Must join the Euro for a start, eventually there's going to be a common military system probably run by the Germans as everything else will be, no right to veto what doesn't suit us.

Go back in no, we buggered them about when we were negotiating the exit and we still are as a result of that there would be no favours given if we wanted to go back in. That's coming from someone who said then that we should remain in and still does.
 
Rather more to the point, will the Labour Party have come up with a cogent set of policies on trade and foreign relations by then (or, one would hope, a year or so beforehand)? Will they still be divided between 'hated Blarites' and Corbynists, unable to agree on anything? Or, as I fear, will they continue to rely on the Tories cocking things up so badly that the electorate will vote for Anyone But Boris?
 
Hard to see circumstances under which such a choice would come about in this electoral cycle no matter how bad things get. Then consider it from the European side,as Steve says we will have to serve our time.
 
I found/find Brexit intensely irritating; I would probably find Brentry equally so. I doubt it would fly anyway. Punitive entry conditions, having to adopt the Euro, giving our country away (again) etc.
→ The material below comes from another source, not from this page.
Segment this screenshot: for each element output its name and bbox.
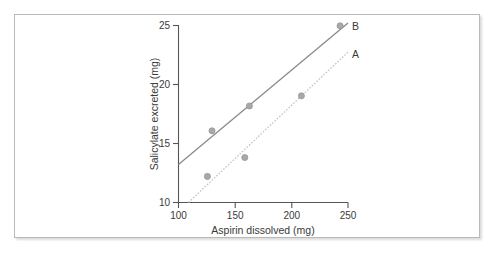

On the other hand, if our economy is not completely trashed, they will certainly want more net contributors so might be more welcoming.
 
I thought you wanted Labour to win the election! I know, instead of 'Things Can Only Get Better' Starmer could come out in a school boy costume to 'Highway To Hell.'

The correct strategy is to set out what the future relationships look like both with the EU and the rest of the world. I've seen nothing but a gaping void so far, and time is not on his side. He'll be left with no choice but to support the Tories with caveats (as he's doing now) or to oppose the lot which is just a call for rejection of Brexit again. The trouble with the current 'blame Corbyn' strategy is that it misses the real reason for the election defeat.
 
We won’t be allowed to rejoin without joining the Euro. And having the wrong sort of banknotes will be unacceptable to the same people who think we have the wrong colour passports. Politicians will be scared of alienating them. So it won’t happen.

Brexit apologists will never have to admit it was a failure, any forthcoming economic disaster will be squarely blamed on CV casting giant shadows over the should-have-been-sunlit post-Brexit uplands.
 
I found/find Brexit intensely irritating; I would probably find Brentry equally so. I doubt it would fly anyway. Punitive entry conditions, having to adopt the Euro, giving our country away (again) etc.

On the other hand, if our economy is not completely trashed, they will certainly want more net contributors so might be more welcoming.
I think this is the sort of thing behind some of my thoughts as to a move towards EEA/EFTA membership. It'd be a bit of a face-saving move for a lot of Brexitiers, who could pretend that was what they had in mind all along and they never wanted a no-deal outcome. And it'd be more likely to be acceptable to the rEU, who have been royally buggered about for the last four years (and will like as not continue to be buggered about for the next four, in one way or another). I don't see our reapplication for full membership as likely or even possible (likelihood of blackballing from factions on either side, remains high) but EEA or EFTA could be a compromise that would suit both sides.

I know the objection from EEA members such as Norway and Iceland, was the disproportionate size/influence the UK would have, if we joined them. It does seem at least possible that our size/influence would have diminished by then to such an extent that those concerns could be overcome.